Beyond the church’s desire to do good — having the shelter and its Saturday soup kitchen is part of its mission — the arrangement with SHARE is mutually beneficial: The residents get a place to sleep, take showers and get out of the elements and the church building is kept clean and cared for.
The shelter at Vet’s Hall in Trinity United Methodist opens at 7 p.m.; residents can’t arrive any earlier and they cannot be within 10 blocks of the shelter until that time. A member goes to pick up keys to the shelter at a designated area around the Washington State Convention Center. They provide a casino chip — each shelter has a unique color — and receive a key in exchange.
People who want to come indoors have to go through a screening process where a designated SHARE resident asks them questions to try to figure out whether or not they’d be a good fit for the community. Most will be welcomed in, provided they are willing to abide by the rules, such as arriving to the shelter sober and being respectful of neighbors and other share members.
“We’re not in the business of keeping people out on the streets,” said Cainan, who works as a screener for the shelter. “We are the first responders.”
An added condition of sleeping indoors is personal responsibility. SHARE residents must complete chores that can vary from cleaning to a weekly washing of blankets at the Aloha Inn on Aurora.
Failure to meet the community’s expectations can result in being “barred,” or kicked out of the shelter for a designated period of time. People who violate the rules too many times or to a significant degree can be “perm barred,” meaning they are not welcome back at that particular shelter.

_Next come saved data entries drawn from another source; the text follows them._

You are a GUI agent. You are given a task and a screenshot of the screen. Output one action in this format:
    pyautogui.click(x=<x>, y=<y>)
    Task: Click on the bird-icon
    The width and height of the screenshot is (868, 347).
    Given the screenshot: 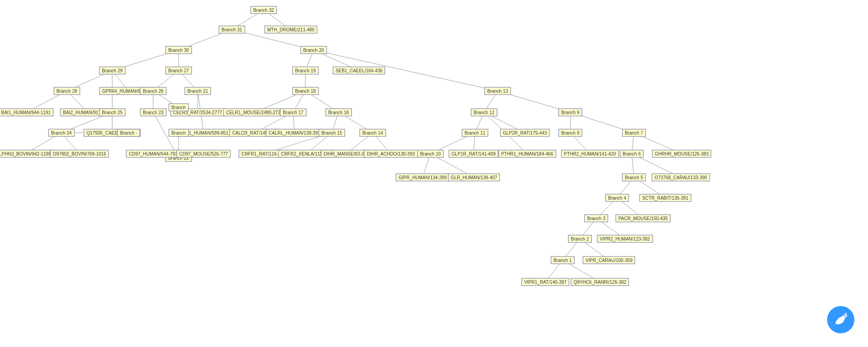 What is the action you would take?
    pyautogui.click(x=841, y=320)
    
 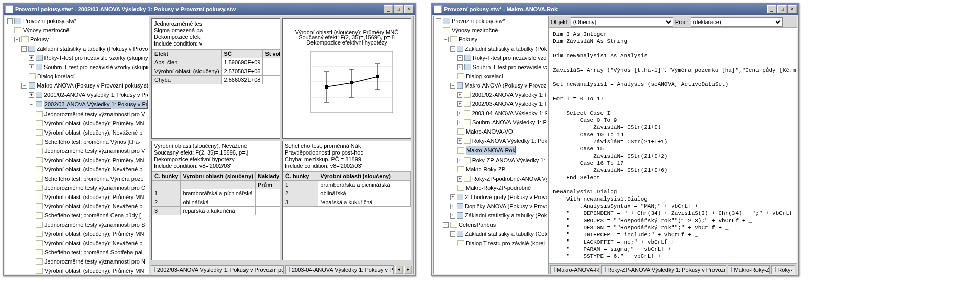 I want to click on titlebar: Provozní pokusy.stw* - Makro-ANOVA-Rok _…, so click(x=615, y=9).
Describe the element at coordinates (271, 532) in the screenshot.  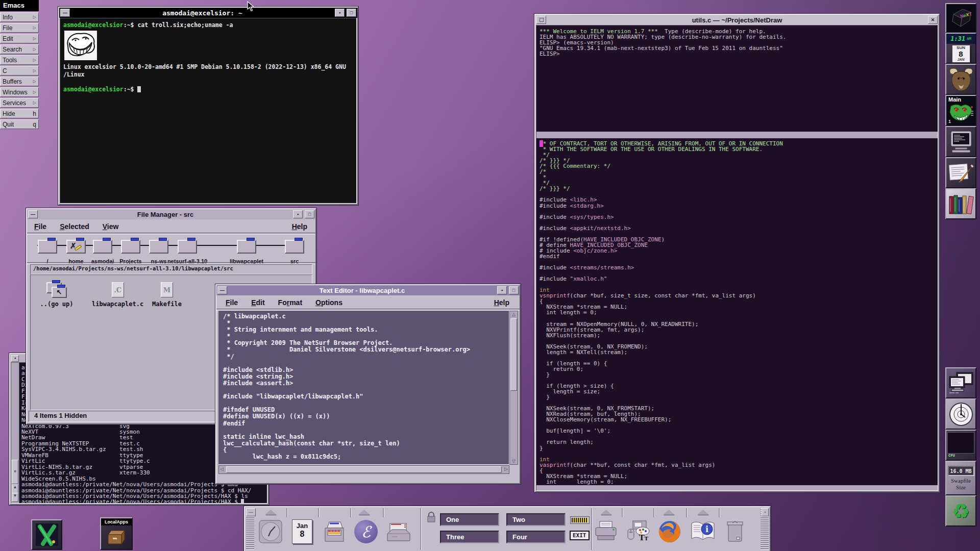
I see `clock-button` at that location.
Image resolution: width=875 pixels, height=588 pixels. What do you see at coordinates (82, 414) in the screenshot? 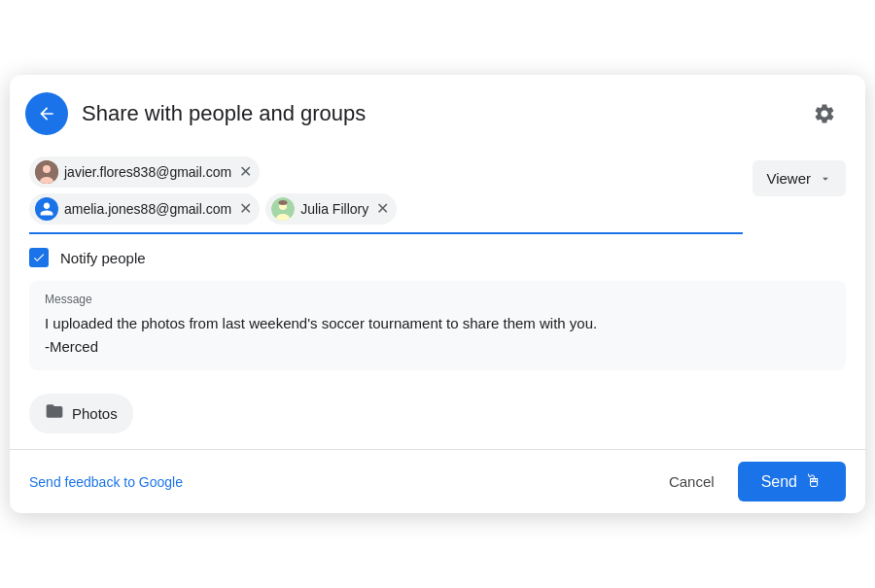
I see `attachment-chip: Photos` at bounding box center [82, 414].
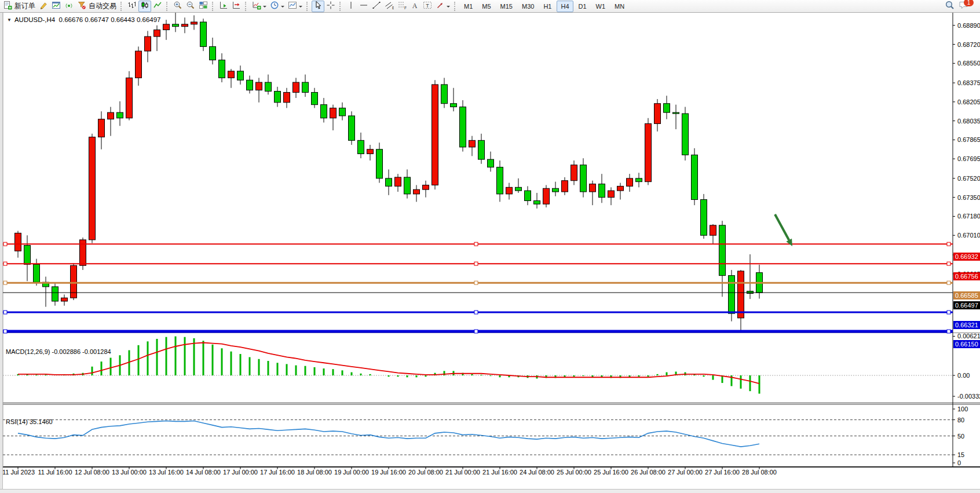 This screenshot has height=493, width=980. Describe the element at coordinates (967, 257) in the screenshot. I see `price-line-badge: 0.66932` at that location.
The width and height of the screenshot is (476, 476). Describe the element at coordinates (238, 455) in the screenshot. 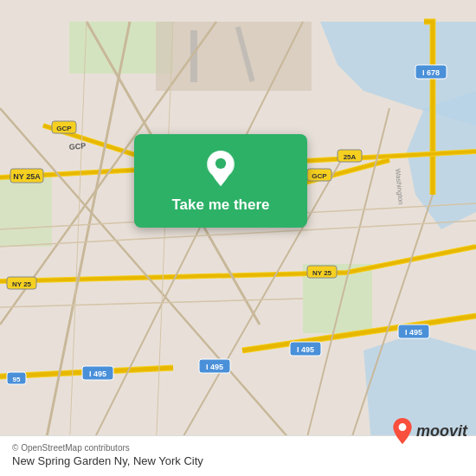

I see `bottom-bar: © OpenStreetMap contributors New Spring …` at that location.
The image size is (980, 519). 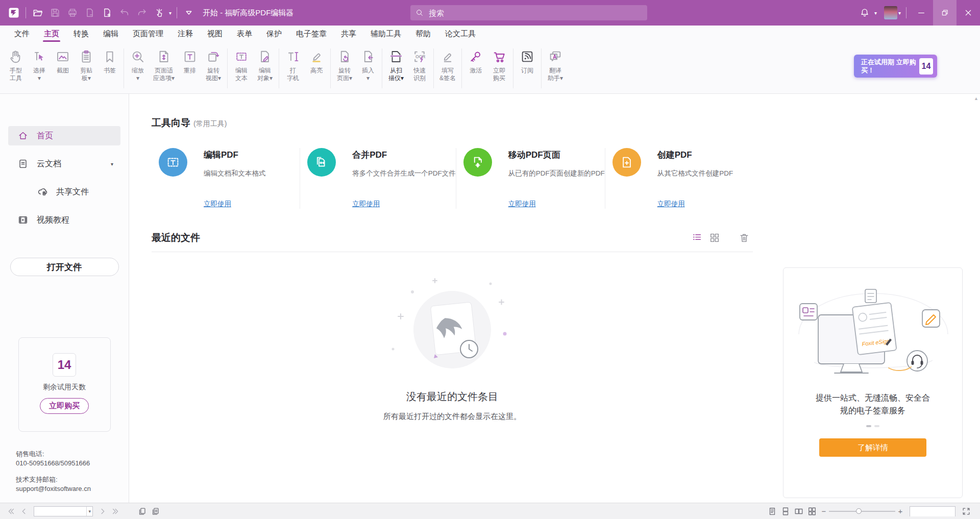 I want to click on facing-view-icon, so click(x=799, y=511).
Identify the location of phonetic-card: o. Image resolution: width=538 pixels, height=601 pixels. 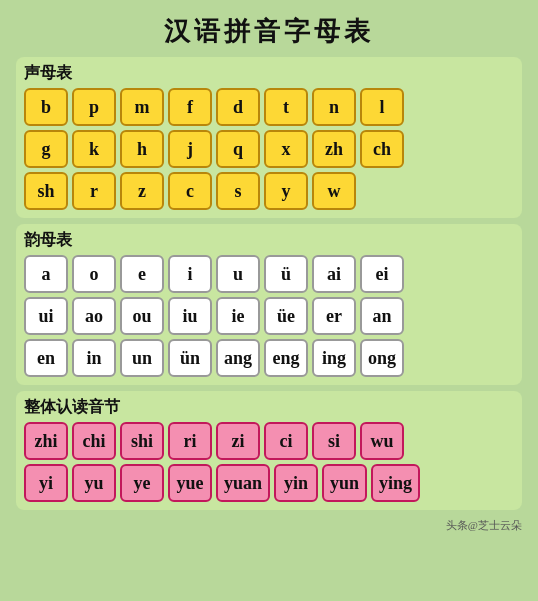
(94, 274).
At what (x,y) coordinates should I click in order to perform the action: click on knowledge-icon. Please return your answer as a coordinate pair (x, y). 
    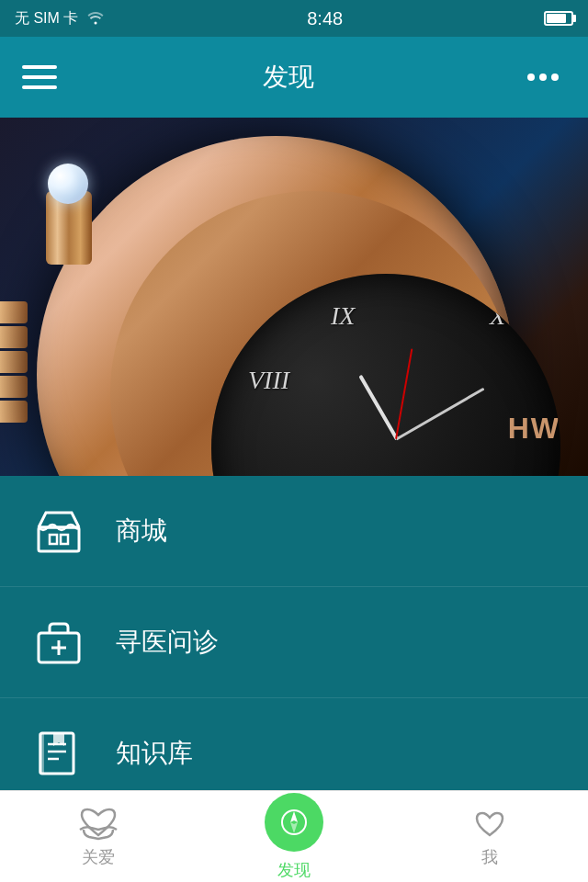
    Looking at the image, I should click on (59, 753).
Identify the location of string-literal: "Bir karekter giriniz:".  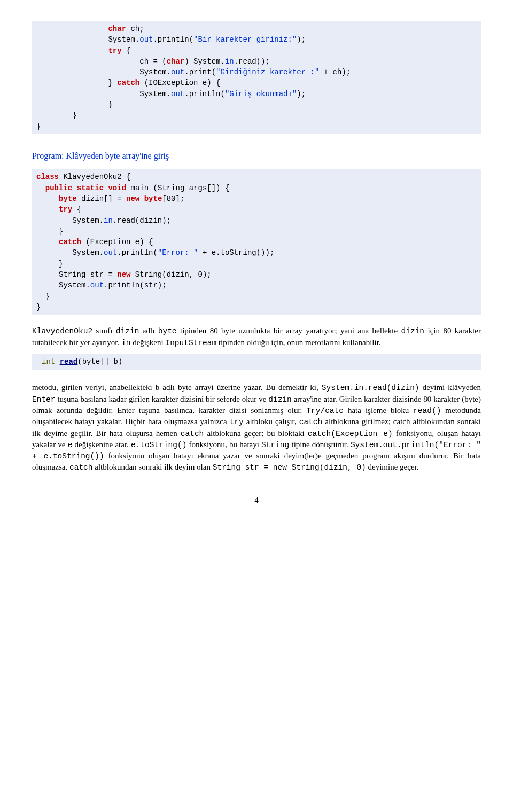
(245, 40).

Sometimes, people can be barred from the entire network.
The rules are important and give structure to people who have been living outside of society for a long period of time, said Taylor, a Tent City resident who spent years camping on his own in and around Seattle.
“It was hard for me to be around so many people,” he said. “It’s still hard to be here.”
He appreciates the system because it offers a way for a large group of very different people to live together and create community together. The rules maintain equilibrium.
“This is my home,” he said. “I don’t want drama or chaos in my home.”
The reopening of the shelters is a victory for the SHARE network and the people who call it home, but it’s not the end of the fight.
On Sept. 8, consultants for the city and county revealed a series of wide-ranging recommendations to reform and streamline the response to homelessness with an eye toward using data and outcomes as critical components to any decision to renew funding.
The plan moves resources toward housing and takes the emphasis off of emergency shelter, of which the share network is a part.
United Way, King County and two Seattle departments signed an agreement to restructure funding based on how many people leave services to go to permanent housing rather than the current system that reimburses based on the number of beds occupied. It mandates participation in HMIS, something that SHARE and other service providers have not universally accepted.
Contracts made through the coming budget cycle have these provisions built in, although providers won’t be held accountable for them until 2017. Exactly how long the current harmony will last, then, is an open question.
That will be tackled over the course of the next year as SHARE and other government-funded service providers orient to the new requirements, said Michael Ramos, executive director of the Church Council of Greater Seattle.
“Now that the situation has been resolved for the immediate future, we’re now able to look to what can we do to involve more faith communities,” Ramos said. “What can we do to ensure that we continue to provide a roof over everybody’s head even while we try to expand the number of permanent units available and help people get rehoused rapidly, because the need for shelter is great in this community.”